Belisario Suárez

Manuel Belisario Suárez y Vargas (1833–1910) was a Peruvian colonel and politician that was notable for serving in several battles of the War of the Pacific as well as holding several offices within the Congress of the Republic of Peru.

Suárez was at a crossroads, since the Supreme Director of the War, General Mariano Ignacio Prado, had issued precise orders before the landing and these were to concentrate the allied troops and once the terrain had been chosen, launch them into a single decisive battle.

And he was also Chief of Staff of the Southern Allied Army, when at the end of that November 2, 1879, Pisagua changed ownership and received the last message from Major General Juan Buendía: Good Suárez, Clothing, boots, highway, girdle, how much Iquique's costume has been lost in the fire; If I am in bad luck, Dancourt will take care of my luggage and deliver it as is, to my family.In the march through the dreaded Tamarugal towards San Francisco, Colonel Belisario Suárez commanded the Second Division, made up of Colonel Velarde's First Division and the Villamil Division (Bolivian), apart from twelve guns with the Chief of Artillery, Castañón.

On this journey to San Francisco, Suárez attacked the Chilean cavalry of Captain Barahona which had decimated the Peruvian horsemen of the Húsares de Junín Regiment commanded by José Buenaventura Sepúlveda and had abandoned them in the desert to serve as food for the vultures; Of this squad of Peruvian hussars, only the Chincha soldier Tarsilio Ramírez survived but sustained serious wounds.

Frankly inconceivable, Señor Cáceres [4] During the Battle of San Francisco, the Peruvian cavalry, under the command of Colonel Ramírez, had chopped spurs towards Arica and the nearly four thousand Bolivians from the "Olañeta" and the "Illimani" divisions in the Allied Army of the South, abandoned the battlefield back to Oruro, Bolivia, with "leaving scattered accessories, ammunition, and good rhemingtons on the pampas".

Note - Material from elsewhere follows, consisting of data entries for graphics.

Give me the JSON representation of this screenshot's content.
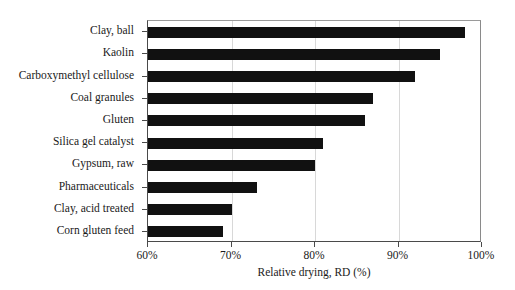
{
  "chart_data": {
    "type": "bar",
    "orientation": "horizontal",
    "title": "",
    "xlabel": "Relative drying, RD (%)",
    "ylabel": "",
    "xlim": [
      60,
      100
    ],
    "xticks": [
      60,
      70,
      80,
      90,
      100
    ],
    "xtick_labels": [
      "60%",
      "70%",
      "80%",
      "90%",
      "100%"
    ],
    "grid": "vertical",
    "legend": null,
    "bar_color": "#111111",
    "categories": [
      "Clay, ball",
      "Kaolin",
      "Carboxymethyl cellulose",
      "Coal granules",
      "Gluten",
      "Silica gel catalyst",
      "Gypsum, raw",
      "Pharmaceuticals",
      "Clay, acid treated",
      "Corn gluten feed"
    ],
    "values": [
      98,
      95,
      92,
      87,
      86,
      81,
      80,
      73,
      70,
      69
    ],
    "units": "%"
  }
}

For the second time, since the Chilean invasion of Peruvian territory began until the Battle of San Francisco, Colonel Belisario Suárez was in command of the Army of the South, in the absence of General Juan Buendía.

On November 27, 1879, at the Battle of Tarapacá, the then Chief of the General Staff of the Army of the South, Colonel Belisario Suárez, imposed his authority and his coherent orders against the contradictory orders of General Juan Buendía, to organize the withering Peruvian counterattack, which the civil guard Mariano de los Santos fully fulfills until he snatches from a Chilean, the banner that was the pride of the Zouaves.